Hacker News new | ask | show | jobs
by vidarh 4264 days ago
> . This doesn't describe a lot of use cases.

It describes a huge proportion of the data I've ever worked with, because there are massive amount of use cases where what you are working with does not have to be (and as the systems scale: rarely is) the single source of truth for that data.

Redis beats memcached the moment you need more than a bunch of blobs.

E.g. our in-house capacity monitoring uses Redis for a ~1 hour time series view of our systems. We don't care about data loss - the odds of losing the data within an hour of an outage we need to care about is small enough to be justified and if that ever becomes a concern we can run two and split our updates between them. For long term storage, we migrate rolled up data to couchdb at the moment (doesn't matter what - we could use anything really; it's rarely queried and basically to let us get an occasional longer historical view to budget for resources etc).

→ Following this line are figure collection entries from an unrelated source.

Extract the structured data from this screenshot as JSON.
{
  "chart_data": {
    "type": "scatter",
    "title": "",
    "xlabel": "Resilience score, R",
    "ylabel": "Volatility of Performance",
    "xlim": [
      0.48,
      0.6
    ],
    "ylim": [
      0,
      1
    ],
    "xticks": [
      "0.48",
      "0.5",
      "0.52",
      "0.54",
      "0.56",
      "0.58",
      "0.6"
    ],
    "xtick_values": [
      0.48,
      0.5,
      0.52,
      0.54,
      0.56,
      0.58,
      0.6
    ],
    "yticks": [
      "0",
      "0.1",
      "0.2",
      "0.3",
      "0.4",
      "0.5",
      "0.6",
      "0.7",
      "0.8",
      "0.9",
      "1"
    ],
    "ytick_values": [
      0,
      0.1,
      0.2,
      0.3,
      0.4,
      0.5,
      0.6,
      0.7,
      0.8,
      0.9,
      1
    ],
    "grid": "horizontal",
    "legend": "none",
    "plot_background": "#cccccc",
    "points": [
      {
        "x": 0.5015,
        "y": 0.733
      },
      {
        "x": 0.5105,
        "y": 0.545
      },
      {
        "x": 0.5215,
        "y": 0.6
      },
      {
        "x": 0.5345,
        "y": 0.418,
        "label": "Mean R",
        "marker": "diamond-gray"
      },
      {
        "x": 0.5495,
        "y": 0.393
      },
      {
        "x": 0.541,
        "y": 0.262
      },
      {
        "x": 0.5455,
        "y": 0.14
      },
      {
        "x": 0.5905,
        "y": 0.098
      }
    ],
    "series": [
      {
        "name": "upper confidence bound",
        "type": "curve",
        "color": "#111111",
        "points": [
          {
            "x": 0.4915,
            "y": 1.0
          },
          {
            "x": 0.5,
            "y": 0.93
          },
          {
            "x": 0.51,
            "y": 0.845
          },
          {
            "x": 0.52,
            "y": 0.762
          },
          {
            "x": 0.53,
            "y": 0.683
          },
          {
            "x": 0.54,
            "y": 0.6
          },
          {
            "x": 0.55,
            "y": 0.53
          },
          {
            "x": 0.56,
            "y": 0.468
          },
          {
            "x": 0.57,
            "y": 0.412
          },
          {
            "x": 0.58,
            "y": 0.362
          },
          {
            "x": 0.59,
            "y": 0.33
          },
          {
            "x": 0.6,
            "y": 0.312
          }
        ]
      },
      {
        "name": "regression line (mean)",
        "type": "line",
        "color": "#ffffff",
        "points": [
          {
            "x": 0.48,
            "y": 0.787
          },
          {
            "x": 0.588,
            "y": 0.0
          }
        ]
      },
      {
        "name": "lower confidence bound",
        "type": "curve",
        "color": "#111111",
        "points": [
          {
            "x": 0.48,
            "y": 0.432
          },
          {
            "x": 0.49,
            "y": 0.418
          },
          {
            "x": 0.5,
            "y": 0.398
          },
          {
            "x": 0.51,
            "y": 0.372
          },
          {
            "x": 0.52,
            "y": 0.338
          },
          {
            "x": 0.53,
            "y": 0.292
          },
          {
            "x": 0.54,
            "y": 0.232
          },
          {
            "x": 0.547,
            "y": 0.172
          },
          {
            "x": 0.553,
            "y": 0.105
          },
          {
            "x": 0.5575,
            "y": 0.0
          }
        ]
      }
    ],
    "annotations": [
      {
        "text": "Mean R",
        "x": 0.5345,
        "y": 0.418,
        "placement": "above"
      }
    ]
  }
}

We don't particularly care about integrity as long as it's "right most of the time" because the data gets constantly corrected, and precision in the averaged longer term numbers is not particularly important either (I want to be able to project when we run out of disk, for example - I don't care if disk usage is at 96% or 98%, as both are way too close for comfort).

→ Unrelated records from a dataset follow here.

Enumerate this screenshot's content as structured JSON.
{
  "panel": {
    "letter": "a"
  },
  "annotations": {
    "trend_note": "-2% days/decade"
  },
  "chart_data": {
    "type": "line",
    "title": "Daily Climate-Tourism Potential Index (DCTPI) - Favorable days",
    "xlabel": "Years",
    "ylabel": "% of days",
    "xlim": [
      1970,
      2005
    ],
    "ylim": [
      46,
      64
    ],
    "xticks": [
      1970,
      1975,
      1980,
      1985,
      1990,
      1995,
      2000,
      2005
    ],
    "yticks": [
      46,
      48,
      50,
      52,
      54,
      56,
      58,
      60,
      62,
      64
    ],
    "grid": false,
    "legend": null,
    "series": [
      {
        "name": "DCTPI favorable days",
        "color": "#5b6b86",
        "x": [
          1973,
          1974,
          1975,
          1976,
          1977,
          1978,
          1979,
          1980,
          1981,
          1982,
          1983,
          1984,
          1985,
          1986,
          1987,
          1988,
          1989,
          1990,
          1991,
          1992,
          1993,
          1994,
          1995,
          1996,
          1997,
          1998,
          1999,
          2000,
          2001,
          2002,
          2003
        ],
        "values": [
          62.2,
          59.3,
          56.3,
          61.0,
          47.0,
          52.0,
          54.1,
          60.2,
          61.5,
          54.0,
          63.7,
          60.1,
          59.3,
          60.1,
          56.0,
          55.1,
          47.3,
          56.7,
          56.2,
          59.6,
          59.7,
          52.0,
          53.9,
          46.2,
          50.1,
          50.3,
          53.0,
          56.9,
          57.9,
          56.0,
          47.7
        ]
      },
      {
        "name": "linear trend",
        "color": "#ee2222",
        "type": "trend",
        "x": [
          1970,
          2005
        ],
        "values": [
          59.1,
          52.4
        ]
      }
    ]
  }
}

Yet memcached is less attractive because it means far more book-keeping in the app. With Redis we encode part of the information in the keys (keys indicate which level of roll-up the data is at, the name of the data item, and the starting timestamp of the period the data is for) in a way that lets us easily retrieve a list of keys to do the roll-up. With Redis' Lua support we could probably do even more of the roll-up process in Redis itself, but I haven't looked at that yet.

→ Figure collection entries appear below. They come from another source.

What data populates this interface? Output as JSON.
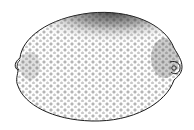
{
  "figure": {
    "style": "stippled pen-and-ink illustration",
    "colors": {
      "background": "#ffffff",
      "ink": "#1a1a1a",
      "shading": "#333333"
    }
  }
}
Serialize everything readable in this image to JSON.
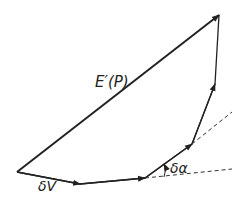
{
  "diagram": {
    "labels": {
      "resultant": "E′(P)",
      "first_step": "δV",
      "angle": "δα"
    },
    "points": [
      [
        17,
        172
      ],
      [
        80,
        184
      ],
      [
        145,
        178
      ],
      [
        192,
        144
      ],
      [
        215,
        84
      ],
      [
        219,
        15
      ]
    ],
    "colors": {
      "line": "#222222",
      "background": "#ffffff"
    }
  }
}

There are a lot of apps like this, where your data volume makes hitting disk annoying (this replaced a Graphite based system - Graphite was thoroughly trashing an expensive disk array and still regularly getting too slow to us; the Redis based system uses ~10% of a much slower machine) and where the cost of losing some time window worth of data is low enough not to matter because it just means a blip in a data stream that is rapidly obsoleting itself.